SPECIAL PRICE. Thom Yorke and Jonny Greenwood of Radiohead, 2007
The Netflix original film THOM YORKE AND JONNY GREENWOOD: WHEN MACHINES DREAM is a haunting fusion of sound, cinema, and speculative emotion. More than a documentary, it unfolds like a living dream where music becomes the language of machines and humanity becomes the echo. The film follows Thom Yorke and Jonny Greenwood as they step beyond traditional composition, building a sonic universe that feels both intimate and alien. From the opening frame, the audience is pulled into a world where melodies breathe, circuits feel, and every note carries the weight of modern existence.

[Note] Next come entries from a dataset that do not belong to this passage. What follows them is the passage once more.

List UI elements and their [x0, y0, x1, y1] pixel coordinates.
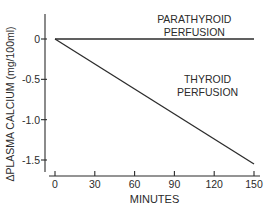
y-tick-label: 0 [34, 33, 40, 45]
x-tick-label: 150 [245, 178, 263, 190]
y-ticks: 0-0.5-1.0-1.5 [22, 33, 47, 166]
y-tick-label: -1.0 [22, 114, 40, 126]
x-axis-label: MINUTES [130, 193, 180, 205]
x-tick-label: 60 [129, 178, 141, 190]
x-tick-label: 30 [89, 178, 101, 190]
annotation-line: THYROID [184, 73, 232, 85]
series-line-thyroid [55, 39, 254, 164]
annotation-thyroid: THYROIDPERFUSION [177, 73, 238, 98]
annotation-line: PERFUSION [164, 26, 225, 38]
x-tick-label: 0 [52, 178, 58, 190]
annotations: PARATHYROIDPERFUSIONTHYROIDPERFUSION [157, 13, 238, 99]
y-tick-label: -1.5 [22, 154, 40, 166]
annotation-line: PARATHYROID [157, 13, 232, 25]
y-axis-label: ΔPLASMA CALCIUM (mg/100ml) [4, 26, 16, 181]
x-ticks: 0306090120150 [52, 171, 263, 190]
chart: 0-0.5-1.0-1.5 0306090120150 PARATHYROIDP… [0, 0, 277, 211]
y-tick-label: -0.5 [22, 73, 40, 85]
x-tick-label: 120 [205, 178, 223, 190]
series-group [55, 39, 254, 164]
x-tick-label: 90 [169, 178, 181, 190]
annotation-parathyroid: PARATHYROIDPERFUSION [157, 13, 232, 38]
annotation-line: PERFUSION [177, 86, 238, 98]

Set across abandoned cities, glowing server farms, and surreal digital landscapes, the movie paints a future where art is no longer created for humans alone. Yorke’s fragile, ghostlike vocals drift through scenes of cold automation, while Greenwood’s restless orchestration gives life to metal and code. The camera lingers on hands touching synths like living creatures, and on strings vibrating as though they remember something ancient. It is a film that asks whether machines can inherit our sadness, our hope, and our need to create.
What makes the film powerful is its emotional honesty. Yorke reflects on isolation in an age of endless connection, while Greenwood dissects the tension between organic sound and synthetic precision. Their conversations feel unguarded, raw, and poetic, revealing two artists wrestling with the same question: what happens to music when humanity is no longer at the center of the world? Each performance becomes a ritual, a bridge between flesh and circuitry, between memory and prediction.

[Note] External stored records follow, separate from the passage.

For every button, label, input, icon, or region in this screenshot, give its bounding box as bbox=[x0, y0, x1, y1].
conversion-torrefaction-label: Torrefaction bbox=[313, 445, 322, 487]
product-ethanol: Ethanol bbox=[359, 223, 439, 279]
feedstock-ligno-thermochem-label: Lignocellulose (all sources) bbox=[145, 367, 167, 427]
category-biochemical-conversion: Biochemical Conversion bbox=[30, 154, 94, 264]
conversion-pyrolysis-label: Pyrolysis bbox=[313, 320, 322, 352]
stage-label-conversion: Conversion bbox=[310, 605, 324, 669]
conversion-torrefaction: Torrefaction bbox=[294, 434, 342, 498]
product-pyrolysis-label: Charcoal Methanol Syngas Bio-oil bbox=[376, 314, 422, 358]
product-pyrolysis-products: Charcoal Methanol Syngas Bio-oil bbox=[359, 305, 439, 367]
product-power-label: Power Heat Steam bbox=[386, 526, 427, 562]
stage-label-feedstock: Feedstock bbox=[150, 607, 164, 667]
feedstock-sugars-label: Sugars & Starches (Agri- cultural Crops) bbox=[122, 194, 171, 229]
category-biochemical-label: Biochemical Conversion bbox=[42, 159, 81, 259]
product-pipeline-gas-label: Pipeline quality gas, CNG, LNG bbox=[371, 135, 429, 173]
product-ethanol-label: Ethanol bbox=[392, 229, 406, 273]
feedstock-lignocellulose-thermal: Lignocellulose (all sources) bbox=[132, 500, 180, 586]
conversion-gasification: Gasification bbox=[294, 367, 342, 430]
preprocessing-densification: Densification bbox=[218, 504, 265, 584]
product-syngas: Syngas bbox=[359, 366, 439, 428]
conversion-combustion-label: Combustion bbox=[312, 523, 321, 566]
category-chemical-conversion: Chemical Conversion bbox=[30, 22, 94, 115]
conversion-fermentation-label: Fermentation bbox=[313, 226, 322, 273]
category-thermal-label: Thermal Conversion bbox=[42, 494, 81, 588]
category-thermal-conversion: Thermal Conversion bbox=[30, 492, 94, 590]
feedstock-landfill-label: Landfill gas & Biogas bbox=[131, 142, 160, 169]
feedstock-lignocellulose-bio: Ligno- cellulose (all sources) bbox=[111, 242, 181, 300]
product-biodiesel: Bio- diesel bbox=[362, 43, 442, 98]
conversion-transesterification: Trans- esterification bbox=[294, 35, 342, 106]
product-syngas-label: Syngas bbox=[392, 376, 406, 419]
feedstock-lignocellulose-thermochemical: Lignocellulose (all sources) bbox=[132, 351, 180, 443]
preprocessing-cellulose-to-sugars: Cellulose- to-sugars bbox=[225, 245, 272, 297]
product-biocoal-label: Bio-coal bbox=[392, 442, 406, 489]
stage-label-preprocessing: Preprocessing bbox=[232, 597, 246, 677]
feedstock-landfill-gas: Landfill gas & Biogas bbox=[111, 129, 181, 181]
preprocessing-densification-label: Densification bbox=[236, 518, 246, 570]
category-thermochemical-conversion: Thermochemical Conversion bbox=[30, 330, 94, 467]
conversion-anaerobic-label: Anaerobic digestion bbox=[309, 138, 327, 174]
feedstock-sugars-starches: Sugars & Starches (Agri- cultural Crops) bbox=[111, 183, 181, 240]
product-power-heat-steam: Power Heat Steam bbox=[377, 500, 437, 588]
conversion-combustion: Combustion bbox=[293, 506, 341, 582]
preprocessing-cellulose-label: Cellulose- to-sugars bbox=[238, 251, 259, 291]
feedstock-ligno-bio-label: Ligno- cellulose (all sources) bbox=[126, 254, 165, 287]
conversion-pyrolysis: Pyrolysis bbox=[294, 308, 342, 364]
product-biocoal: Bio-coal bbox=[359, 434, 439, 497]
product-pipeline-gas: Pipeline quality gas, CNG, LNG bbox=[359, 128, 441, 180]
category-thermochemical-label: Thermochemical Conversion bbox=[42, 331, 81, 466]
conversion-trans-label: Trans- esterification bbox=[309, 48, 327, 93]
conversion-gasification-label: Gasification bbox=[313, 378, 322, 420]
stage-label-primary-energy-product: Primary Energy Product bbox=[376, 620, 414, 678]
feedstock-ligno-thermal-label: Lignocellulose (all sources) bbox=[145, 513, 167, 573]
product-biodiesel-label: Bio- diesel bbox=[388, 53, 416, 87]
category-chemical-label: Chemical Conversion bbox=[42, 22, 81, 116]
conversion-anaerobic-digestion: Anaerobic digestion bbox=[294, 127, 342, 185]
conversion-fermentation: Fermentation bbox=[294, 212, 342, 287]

Visually, the movie is breathtaking. Neon light bleeds into shadows, data streams fall like rain, and concert halls dissolve into infinite digital voids. Every scene is scored in real time, blurring the line between soundtrack and narrative. The audience is not merely watching a story unfold; they are submerged inside it, guided by rhythm, pulse, and silence. It is cinema that feels composed rather than filmed, where every frame behaves like a chord in a larger composition.

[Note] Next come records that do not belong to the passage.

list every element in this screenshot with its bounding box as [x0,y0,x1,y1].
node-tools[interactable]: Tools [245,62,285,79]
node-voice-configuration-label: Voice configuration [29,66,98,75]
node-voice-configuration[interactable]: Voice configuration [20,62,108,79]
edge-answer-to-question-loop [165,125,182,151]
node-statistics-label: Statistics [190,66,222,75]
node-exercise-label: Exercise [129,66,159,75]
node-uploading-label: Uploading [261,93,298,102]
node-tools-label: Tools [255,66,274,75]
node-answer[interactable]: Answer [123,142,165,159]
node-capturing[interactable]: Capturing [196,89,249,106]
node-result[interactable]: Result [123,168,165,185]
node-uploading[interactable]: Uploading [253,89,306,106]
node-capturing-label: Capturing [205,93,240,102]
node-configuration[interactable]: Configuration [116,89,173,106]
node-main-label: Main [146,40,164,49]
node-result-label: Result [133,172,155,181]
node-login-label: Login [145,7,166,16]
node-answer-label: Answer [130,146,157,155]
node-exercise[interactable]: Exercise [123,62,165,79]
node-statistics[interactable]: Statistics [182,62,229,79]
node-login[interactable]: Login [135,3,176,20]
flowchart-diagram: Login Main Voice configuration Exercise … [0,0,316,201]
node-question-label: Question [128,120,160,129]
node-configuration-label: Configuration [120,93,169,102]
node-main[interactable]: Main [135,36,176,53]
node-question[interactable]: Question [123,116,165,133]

By the final act, WHEN MACHINES DREAM becomes less about technology and more about legacy. It is a meditation on what remains when voices fade and systems outlive their creators. The film closes with a single sustained note hanging over an empty horizon, asking whether dreams belong only to the living. Released on January 12, 2026, the movie stands as a timeless elegy for the human soul in an age of endless machines.